>Or alternatively how Badoo could have saved $1.9M by coding in a compiled language.
Assuming you don't include the cost of converting their 3 million lines of code to a new language and the cost of learning a new language. Of cause they did need to "port" from PHP5 to PHP7, but I feel that it's cheaper than going to a completely different language.
You're not wrong, but the $1M saving is much cheaper bought than the $1.9M. PHP is a weird language though, it's easy to get started with, pretty efficient at this point, and yet somehow people use it to write ugly and sluggish code. I haven't written PHP in a long time, so this may have changed, but it almost like the language is missing ways of structuring the code in a sane way.
This isn't really true anymore. Namespaces, as ugly as they are visually, plus autoloading plus a package manager that handles it for you allows quick structuring of a project. This can be configured to fit whatever conventions you prefer but the community has put out there a set of good conventions in the form of PSR docs so you can get started quickly.
The whole mixing of HTML with PHP with SQL is bad form and is widely discouraged. In fact, this code is often seen with usage of mysql_ functions plus manual escaping and interpolation. This is discouraged to the point where that library has been removed.
I'm no evangelist, I prefer other languages, but with these "good parts" so to speak, the language is usable and supportive of good structure. We have had these improvements relatively late in the game but they do appear to come thick and fast nowadays.
There are many warts in the language. Sometimes I'm angered when very good ideas for progress are shot down via committee. There has, however, been improvement since PHP 4.
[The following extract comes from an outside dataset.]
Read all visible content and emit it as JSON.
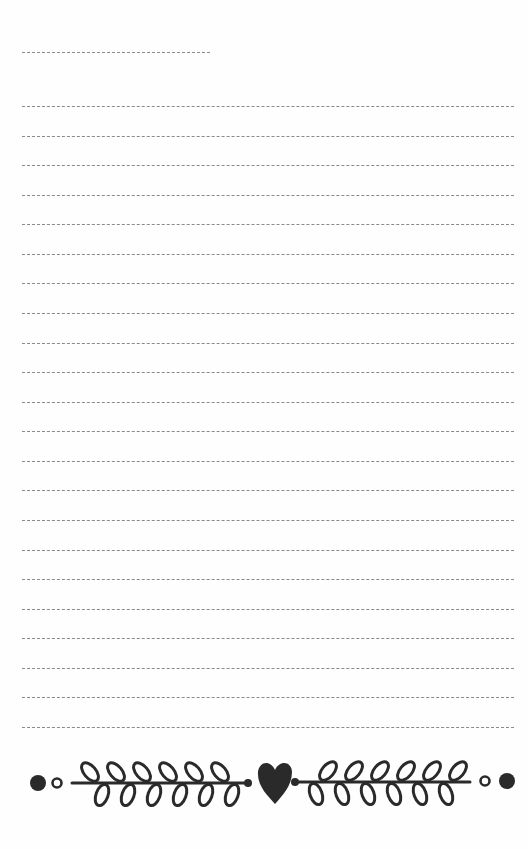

I don't think you should have been down voted for this question. It discourages asking to learn.
What I meant was mixing them together in the same piece of code. The other comments explain why: its doing too much, its difficult to maintain and reason about so its harder to find bugs, especially serious ones, and difficult to fix them.
separation of concerns and DRY would be the two main reasons I'd put forward.
Anything involving manipulating your data / business logic should not be embedded in a template.
PHP in your html should really be for display/rendering (i.e. looping over a list of Employee records), it should not be fetching those records itself (either by Employee::fetchAll() or especially mysql_query("SELECT * from employee") )
Research "model view controller" and separation of concerns.
It is very hard to maintain or even reason about a file or make a change or secure exploitable edge cases when the application has html, css, javascript, php, and calls to the database in the same place.
> Assuming you don't include the cost of converting their 3 million lines of code to a new language and the cost of learning a new language. Of cause they did need to "port" from PHP5 to PHP7, but I feel that it's cheaper than going to a completely different language.
No I am not. I am talking about 1.0 decision. Obviously 10 years down the road with 3 million lines of code you have to compare conversion cost.
Assuming you don't include the cost of converting their 3 million lines of code to a new language and the cost of learning a new language. Of cause they did need to "port" from PHP5 to PHP7, but I feel that it's cheaper than going to a completely different language.
You're not wrong, but the $1M saving is much cheaper bought than the $1.9M. PHP is a weird language though, it's easy to get started with, pretty efficient at this point, and yet somehow people use it to write ugly and sluggish code. I haven't written PHP in a long time, so this may have changed, but it almost like the language is missing ways of structuring the code in a sane way.